I let my head fall down to the book, pressing my face against the illustration of the Cheshire Cat’s wicked grin, and I sob, great, gulping sobs that choke me. And I think about the last time I choked, on tubes as I emerged from the slushy ice when I melted, and then, later, as Luthor’s arm pressed into my neck. And then all I can think about is how the girl at the rabbit farm choked too. And suddenly, I can’t get enough air into my lungs, just like she couldn’t get enough air into hers.

She died, alone and scared. I’m not dead, but I’m still alone and scared.

19

ELDER

“FOUND YOU,” I SAY, PUSHING OPEN THE DOOR.

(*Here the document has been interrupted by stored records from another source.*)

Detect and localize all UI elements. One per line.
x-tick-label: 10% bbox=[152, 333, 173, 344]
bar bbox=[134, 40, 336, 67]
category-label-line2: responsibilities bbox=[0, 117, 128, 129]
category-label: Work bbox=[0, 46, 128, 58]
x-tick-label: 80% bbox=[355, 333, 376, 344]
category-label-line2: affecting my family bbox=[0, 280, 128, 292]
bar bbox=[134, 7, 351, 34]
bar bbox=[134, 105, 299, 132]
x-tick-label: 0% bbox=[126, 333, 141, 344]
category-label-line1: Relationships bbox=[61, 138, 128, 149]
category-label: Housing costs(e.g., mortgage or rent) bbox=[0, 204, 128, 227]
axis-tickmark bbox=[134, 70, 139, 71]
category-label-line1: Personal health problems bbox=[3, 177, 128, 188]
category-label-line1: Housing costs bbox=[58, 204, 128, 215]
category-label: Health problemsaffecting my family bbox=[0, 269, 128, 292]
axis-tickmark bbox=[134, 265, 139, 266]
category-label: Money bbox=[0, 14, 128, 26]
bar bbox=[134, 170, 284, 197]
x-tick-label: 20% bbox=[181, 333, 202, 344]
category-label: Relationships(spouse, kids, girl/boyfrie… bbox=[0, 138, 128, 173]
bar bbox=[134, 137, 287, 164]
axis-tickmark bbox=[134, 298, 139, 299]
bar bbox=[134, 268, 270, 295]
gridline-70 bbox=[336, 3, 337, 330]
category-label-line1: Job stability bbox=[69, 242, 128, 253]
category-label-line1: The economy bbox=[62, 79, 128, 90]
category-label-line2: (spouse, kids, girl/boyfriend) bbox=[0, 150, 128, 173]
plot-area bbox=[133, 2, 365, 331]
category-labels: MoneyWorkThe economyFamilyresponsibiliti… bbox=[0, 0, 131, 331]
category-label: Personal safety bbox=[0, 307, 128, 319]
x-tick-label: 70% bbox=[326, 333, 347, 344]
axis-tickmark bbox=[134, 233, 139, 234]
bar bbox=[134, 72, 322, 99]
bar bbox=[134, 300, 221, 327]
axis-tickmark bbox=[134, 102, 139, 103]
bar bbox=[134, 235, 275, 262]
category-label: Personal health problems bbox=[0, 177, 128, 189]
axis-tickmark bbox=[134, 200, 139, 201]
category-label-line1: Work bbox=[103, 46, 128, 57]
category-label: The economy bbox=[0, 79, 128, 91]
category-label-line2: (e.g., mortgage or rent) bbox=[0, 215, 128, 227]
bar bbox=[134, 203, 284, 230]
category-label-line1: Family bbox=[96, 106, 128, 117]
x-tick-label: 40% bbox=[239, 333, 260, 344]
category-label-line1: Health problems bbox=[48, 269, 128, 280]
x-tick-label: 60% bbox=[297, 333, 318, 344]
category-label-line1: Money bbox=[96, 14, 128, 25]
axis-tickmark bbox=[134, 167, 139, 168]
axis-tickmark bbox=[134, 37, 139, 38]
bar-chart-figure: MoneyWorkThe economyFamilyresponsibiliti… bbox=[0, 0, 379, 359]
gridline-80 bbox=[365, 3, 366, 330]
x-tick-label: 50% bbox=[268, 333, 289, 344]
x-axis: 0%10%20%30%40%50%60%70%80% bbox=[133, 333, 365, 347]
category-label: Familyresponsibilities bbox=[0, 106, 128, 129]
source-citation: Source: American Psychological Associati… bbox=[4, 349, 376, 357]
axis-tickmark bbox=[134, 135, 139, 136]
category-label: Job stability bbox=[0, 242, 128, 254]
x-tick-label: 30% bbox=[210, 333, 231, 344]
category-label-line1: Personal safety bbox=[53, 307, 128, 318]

Amy sits in the middle of the gallery on the second floor of the Recorder Hall. Her knees are pulled up to her chin and her arms wrap around her legs. A thick, old book rests beside her, open-faced but ignored. The art room is cluttered, sculptures and paintings from last g

en’s artists stacked on one side and rows of canvases propped up on the other—mostly from Harley, but a few from some other artists. Art isn’t exactly respected here on Godspeed, and although Orion had made something of an attempt to turn the collection into a proper gallery, he’d been much more focused on books than paintings.

“How did you find me?” Amy asks as I plop down beside her.

I tug at the wi-com around her wrist. “They have locaters, you know. ”

She nods silently. Her head falls against my shoulder, her long red hair spilling down my arm.